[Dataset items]
------------------------------------

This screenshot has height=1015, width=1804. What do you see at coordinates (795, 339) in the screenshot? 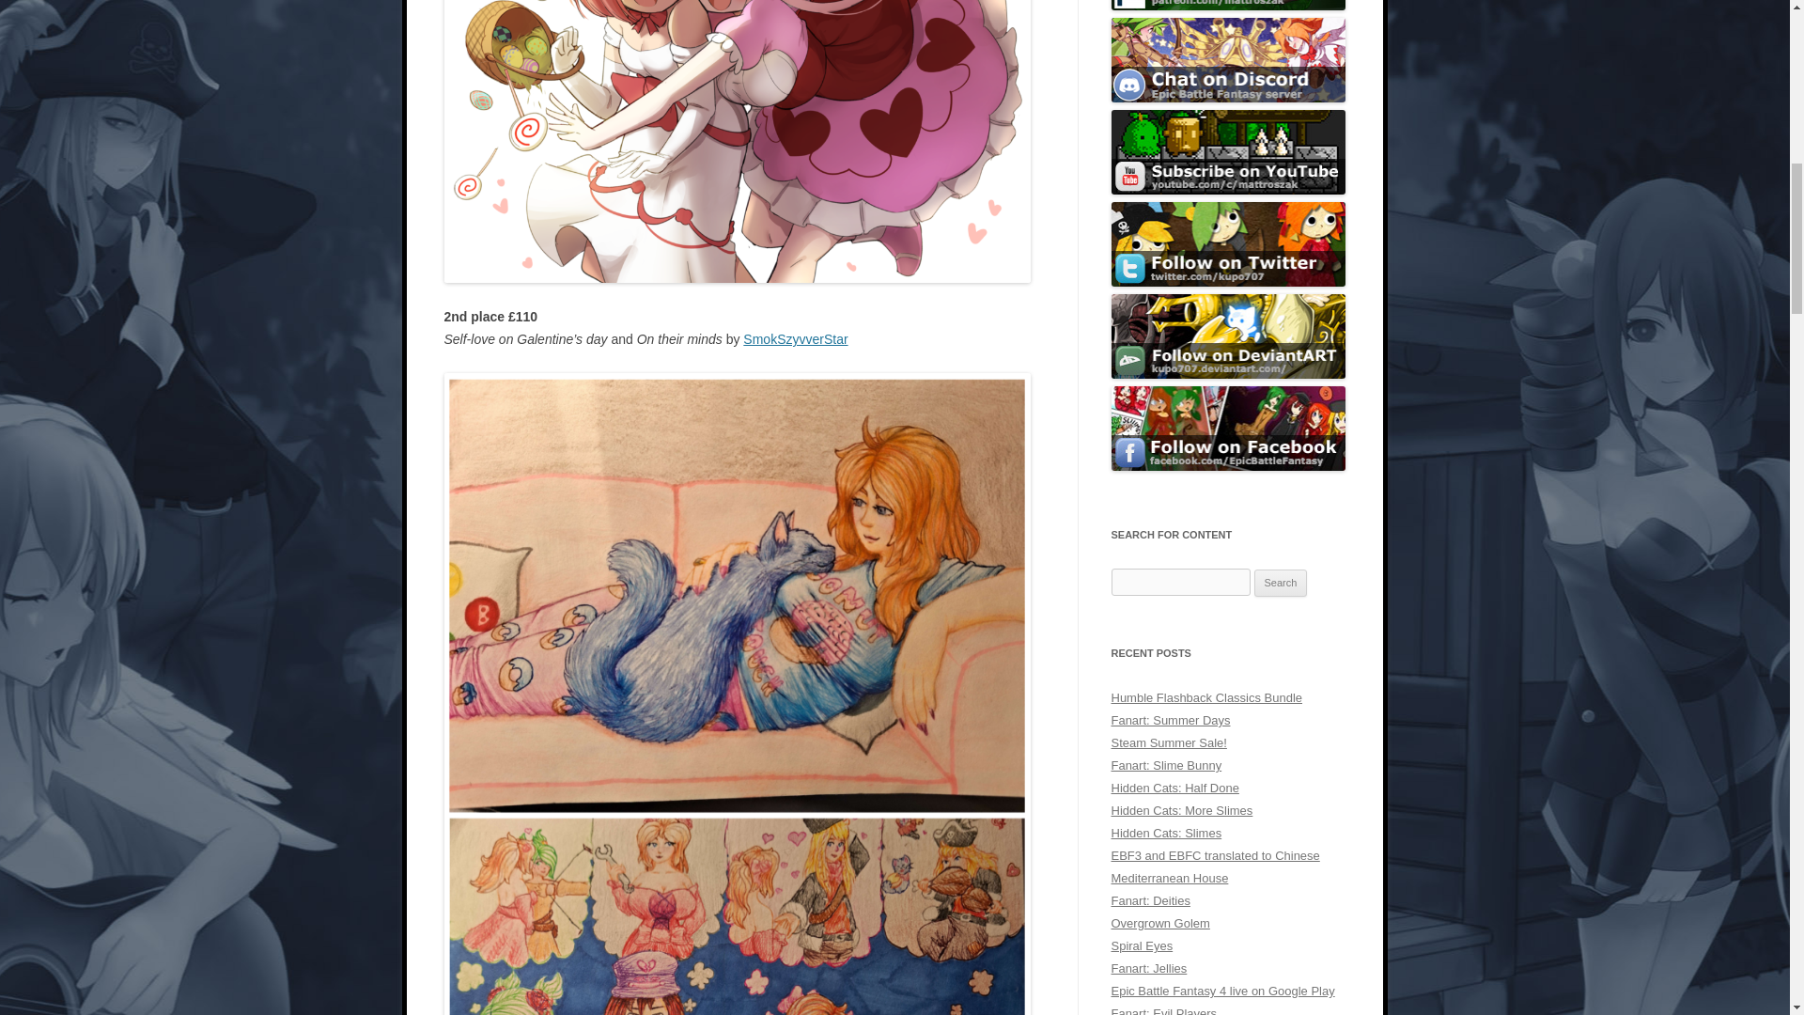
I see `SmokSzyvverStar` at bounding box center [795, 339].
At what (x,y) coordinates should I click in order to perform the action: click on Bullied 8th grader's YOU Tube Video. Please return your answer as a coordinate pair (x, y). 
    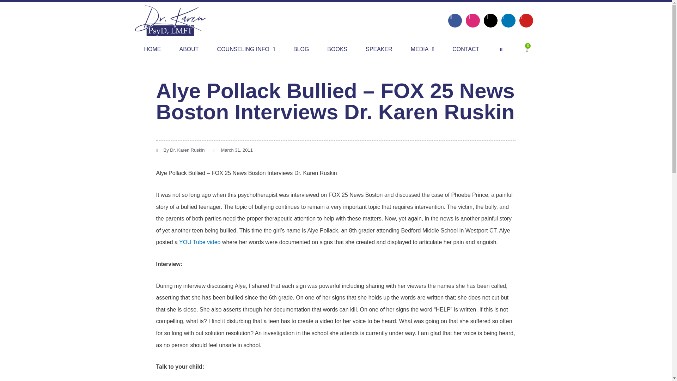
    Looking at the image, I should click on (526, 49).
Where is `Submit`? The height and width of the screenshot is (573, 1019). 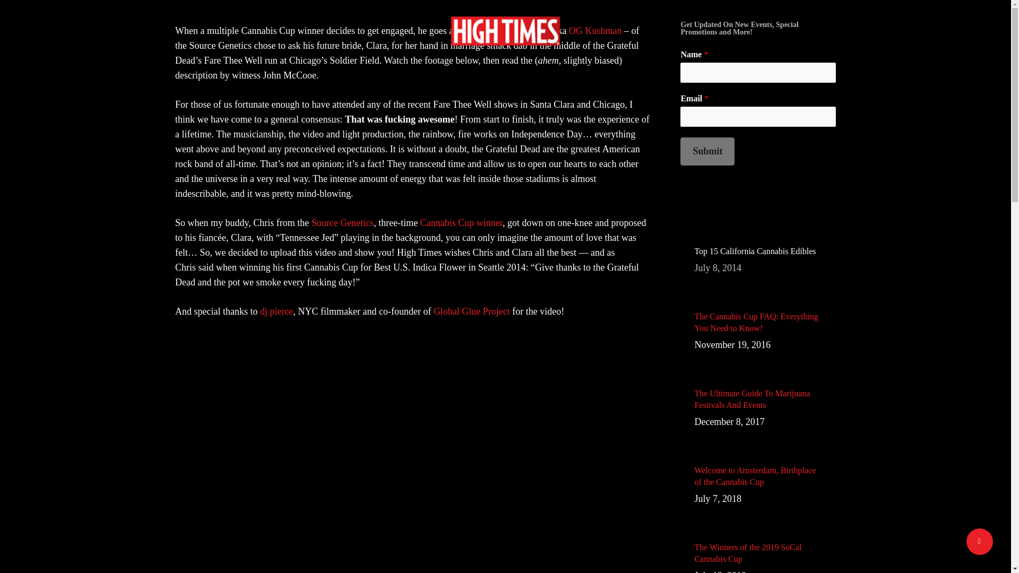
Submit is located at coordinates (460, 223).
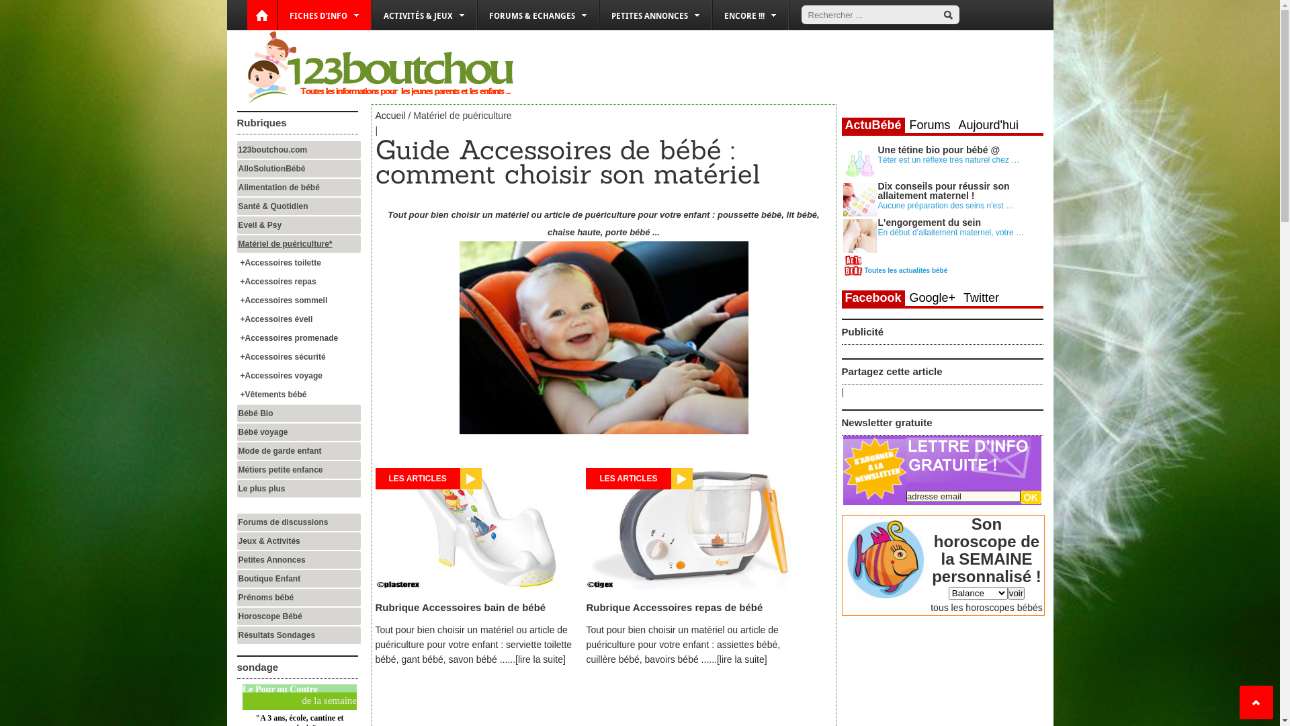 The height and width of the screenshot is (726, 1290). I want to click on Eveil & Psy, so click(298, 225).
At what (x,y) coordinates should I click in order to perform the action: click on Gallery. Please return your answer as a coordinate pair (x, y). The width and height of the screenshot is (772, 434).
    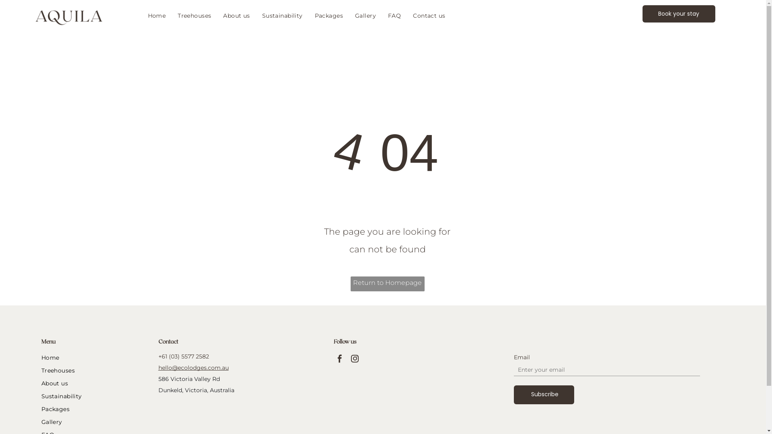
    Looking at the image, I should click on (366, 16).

------------------------------------

* [WHAT THE TASK ASKS]: All of the records need to be reproduced exactly, with each picture omitted.

* [EXERCISE OUTPUT]:
This screenshot has height=1015, width=1804. What do you see at coordinates (795, 339) in the screenshot? 
I see `SmokSzyvverStar` at bounding box center [795, 339].
At what (x,y) coordinates should I click in order to perform the action: click on Bullied 8th grader's YOU Tube Video. Please return your answer as a coordinate pair (x, y). 
    Looking at the image, I should click on (526, 49).
Where is `Submit`? The height and width of the screenshot is (573, 1019). 
Submit is located at coordinates (460, 223).
 The height and width of the screenshot is (726, 1290). I want to click on Eveil & Psy, so click(298, 225).
At what (x,y) coordinates should I click in order to perform the action: click on Gallery. Please return your answer as a coordinate pair (x, y). The width and height of the screenshot is (772, 434).
    Looking at the image, I should click on (366, 16).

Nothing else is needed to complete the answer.